Reputation: 21
I have a dataframe with a column that consists of politician names which are extracted of thousands of news articles. Each row is a specific article. I want to count which politicians are mentioned the most, but count each name only one time per article (row).
The entities recognition algorithm returned these results. Now I have to convert the names in a standard form to be able to summarise and compare them.
Because there are maximal 20 people I am interested in, I knew the names and thought despite the effort, manually coding the patterns for each name might be the fastest way (I am happy for other ideas).
#example-data
persons <- c("Merkel,Angela Merkel,Trump,Ursula,Merkels", "Ursula von,Trumps,Donald Trump,Leyen")
df <- data.frame(persons)
#change pattern
df <- df %>%
mutate(
persons= paste(" ",str_replace_all(df$persons,",", " , "), sep = "")
)
#example of exctracting the names.. and so on, you get the idea
str_replace_all(df$persons, c(" Trump(s)?" = "Donald Trump", ", Trump(s)?" = ", Donald Trump", "Donald Trumps" = "Donald Trump",
" Merkel(s)?") = "Angela Merkel")
My desired output is to have for each row just the full names. In the end I would remove the duplicated names per row and then I could count the dataset like desired.
The data would should look like this in the end:
persons <- c("Angela Merkel,Angela Merkel,Donald Trump,Ursula von der Leyen,Angela Merkel", "Ursula von der Leyen,Donald Trump,Donald Trump,Ursula von der Leyen")
I have especially a hard time with patterns for names which consists of more than two parts like Ursula von der Leyen
. What would the best way to do convert the names and how would the pattern for replacement look like?
Edit I wrote now a function, witch takes care that there is only one instance of a name in my dataframe for each row. Not really elegant and nice code but its working.
clean_name <- function(x) {
b <- unlist(strsplit(x, '[,]')) %>%
str_squish(.)
c <- b[!duplicated(b)]
#Lists mit forename and surname
ganzer_name <- vector()
nachname<-vector()
for (person in c){
if(any(str_count(person," ") == 0)){
nachname <- append(nachname,person)
} else{
ganzer_name <- append(ganzer_name,person)
}
}
#chckes if therese constructions like s wie Angela Merkels
ganzer_name <- ganzer_name%>%
str_sort() %>% str_replace(.,"\\+","")
i <-0
aussortieren <- c("","")
while(i < (length(ganzer_name)-1) ){
i <- i+1
if(str_detect(ganzer_name[i+1],
paste0(ganzer_name[i],"*")
)){
aussortieren <- append(aussortieren, ganzer_name[i+1] )
}else{ }
}
ganzer_name <- ganzer_name[!ganzer_name %in% aussortieren]
#check if surname is already in a full name
for( person in nachname ){
#check construction with s like Merkels
if(any(str_detect(ganzer_name, paste0(
"\\Q",
str_sub(person,end = nchar(person)-1),
"\\E" )
)
)
) {
} else {
ganzer_name <- append(ganzer_name,person)
}
}
return(paste(ganzer_name, collapse=","))
}
Upvotes: 0
Views: 112
Reputation: 389175
Instead of turning various combination of names into standard format, removing duplicates and then counting here is a different approach.
We can use grepl
for pattern matching and count how many times a politician occurs in different news articles.
name <- c('Trump', 'Merkel')
sapply(name, function(x) sum(grepl(x, df$persons)))
# Trump Merkel
# 2 1
Use ignore.case = TRUE
in grepl
if you want to make the comparison case insensitive.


Return only how many lines in the data include the string "Keeping".

***** Provided material *****

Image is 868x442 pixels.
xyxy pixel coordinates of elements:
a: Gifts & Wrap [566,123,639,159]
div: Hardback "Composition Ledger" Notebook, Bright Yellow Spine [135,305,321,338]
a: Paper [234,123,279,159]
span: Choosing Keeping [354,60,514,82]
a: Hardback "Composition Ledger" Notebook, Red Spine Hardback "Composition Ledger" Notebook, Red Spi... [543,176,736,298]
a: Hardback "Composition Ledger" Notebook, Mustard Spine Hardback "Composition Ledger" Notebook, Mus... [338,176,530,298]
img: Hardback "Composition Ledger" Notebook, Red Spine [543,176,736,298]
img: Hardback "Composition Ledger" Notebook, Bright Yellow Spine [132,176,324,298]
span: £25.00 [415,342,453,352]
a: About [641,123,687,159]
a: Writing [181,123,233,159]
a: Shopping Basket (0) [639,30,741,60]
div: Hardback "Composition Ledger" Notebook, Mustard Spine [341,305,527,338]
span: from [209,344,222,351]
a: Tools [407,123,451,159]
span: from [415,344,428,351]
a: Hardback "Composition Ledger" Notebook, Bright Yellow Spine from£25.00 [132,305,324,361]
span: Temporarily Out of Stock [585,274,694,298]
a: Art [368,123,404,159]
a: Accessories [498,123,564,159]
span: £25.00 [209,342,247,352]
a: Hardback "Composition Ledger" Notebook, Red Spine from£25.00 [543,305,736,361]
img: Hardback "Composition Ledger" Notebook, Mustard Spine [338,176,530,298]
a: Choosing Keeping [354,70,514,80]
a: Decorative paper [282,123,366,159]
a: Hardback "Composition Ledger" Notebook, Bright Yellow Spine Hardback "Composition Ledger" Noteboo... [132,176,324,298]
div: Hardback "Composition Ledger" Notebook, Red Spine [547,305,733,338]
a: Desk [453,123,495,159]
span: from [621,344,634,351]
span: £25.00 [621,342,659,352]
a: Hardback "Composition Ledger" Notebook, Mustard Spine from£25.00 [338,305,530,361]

*****

:: Result of this exercise ::
2